Brock prof’s venture wins business of the year

Inside the Norgen Biotek lab in Thorold.

Inside the Norgen Biotek lab in Thorold.

Winning the Greater Niagara Chamber of Commerce’s Business of the Year award last month was affirmation for Norgen Biotek Corporation and its founder, Brock Prof. Yousef Haj-Ahmad.

“I’m delighted that they recognized Norgen,” says Haj-Ahmad, who is a biology professor.

“It’s for the good people I have – very talented, good people who are all Niagara residents, most of them Brock University graduates. They’re very happy to be employed in their area of expertise right here in the Niagara region. They don’t have to leave Niagara to find a good job.”

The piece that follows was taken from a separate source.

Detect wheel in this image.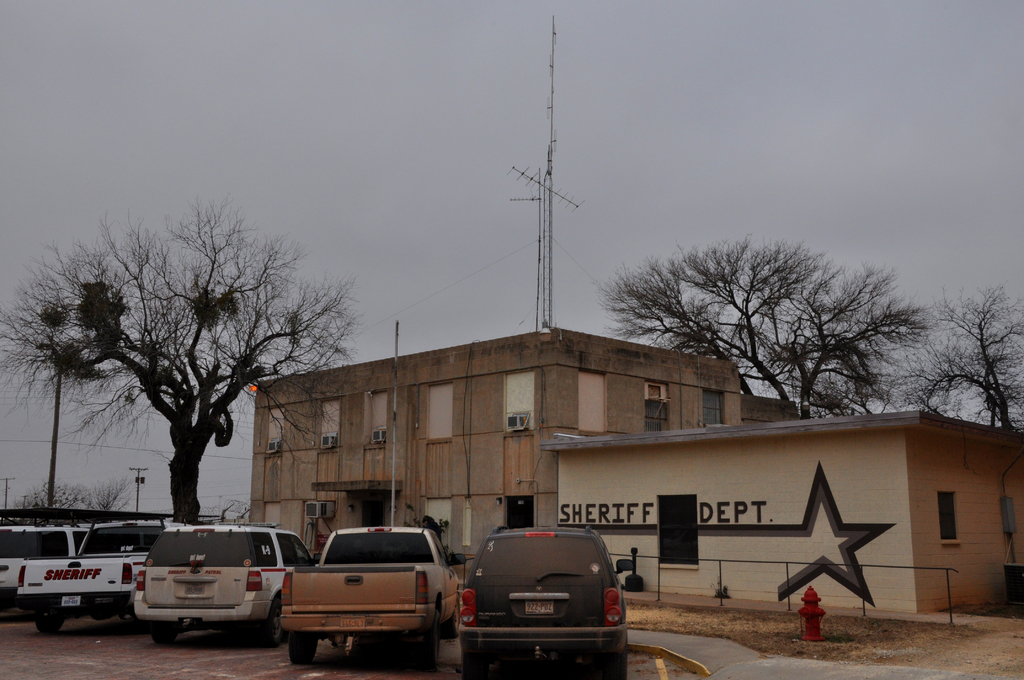
Detection: [40, 610, 63, 631].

Haj-Ahmad joined Brock in 1989, fresh from a laboratory position at Labatt Brewing Company in London, Ont. While there, Haj-Ahmad formed a biotechnology company that eventually went public.

His company moved to Montreal but he stayed in St. Catharines. Haj-Ahmad sold his shares and used the money to start Norgen Biotek in a little building in Merritton.

Most of Norgen’s work initially focused on providing biotechnology services, such as DNA sequencing for local laboratories, and building up research and development capacity.

The company then began to create and sell biotechnology products, which was slow-going at first.

“We would be pretty excited if we had one order every couple of weeks or every month,” recalls Tom Hunter, a Brock graduate and Norgen’s first employee.

Hunter says the company’s move five years ago to its current state-of-the-art laboratory facilities on Schmon Parkway sparked big plans.

“A major difference is in the intensity of the things that we do now, the massive explosion in products that we’ve developed,” says Hunter, the company’s sales and marketing manager. “We now have over 400 products – a wide scope of different kits to meet any sample preparation challenge for our customers – plus additional services.”

Wade Stayer, member of the Greater Niagara Chamber of Commerce board of directors, congratulates Prof. Yousef Haj-Ahmad for winning the chamber's Business of the Year award last month.

Wade Stayer, member of the Greater Niagara Chamber of Commerce board of directors, congratulates Prof. Yousef Haj-Ahmad for winning the chamber's Business of the Year award last month.

One of Norgen Biotek’s most widely used products is a kit that consists of tools and materials to collect human samples – saliva, urine, blood, tissues – and preserve them without the need for refrigeration, dry ice or the samples being frozen.

Haj-Ahmad says Norgen Biotek is the only company in the world that has developed a preservative for urine samples, and one of two companies worldwide that offers preservatives for blood and saliva samples.

Norgen also offers “first-in-class” tool kits to isolate DNA, RNA, or protein from these samples to detect pathogens, cancer, genetic diseases, Hepatitis B, HIV, syphilis or other conditions, he added.

And this has enormous implications for locations throughout the world where refrigeration, laboratory facilities, or shipping services are limited.

“Currently there is no product out there to do molecular-based diagnostics in resource-limited settings, say in Saharan Africa or the rainforest in the Amazon, or way up north,” says Haj-Ahmad. “If you want to do molecular diagnostics, you still have to collect the specimens and ship them to centralized labs similar to LifeLabs.”

Haj-Ahmad says Norgen is developing kits that would allow anyone to collect, process, and make a diagnosis from human samples in the privacy of patients’ homes. He envisions these kits to be inexpensive, simple to use and yielding results within an hour.

That could lead to bodies, such as the World Health Organization, purchasing and distributing these kits in developing countries if they are inexpensive, he says.

Most of Norgen’s current customers are universities, hospitals, and biotechnology and pharmaceutical companies in the U.S., with sizable client bases in the United Kingdom, Germany, Denmark, Brazil, Japan and Malaysia.

For Haj-Ahmad, Norgen Biotek is a 14-year-old dream come true – a dream with a hefty price tag.

“Biotechnology is not really a get-rich-quick scheme. You don’t get rich overnight,” says Haj-Ahmad. “I borrowed money, I mortgaged my house, I put in all kinds of resources into Norgen.

“I did this because I believe in Norgen. If I didn’t believe in it, I wouldn’t have invested in it. Why should I ask other people to invest in Norgen if I don’t believe in it myself?”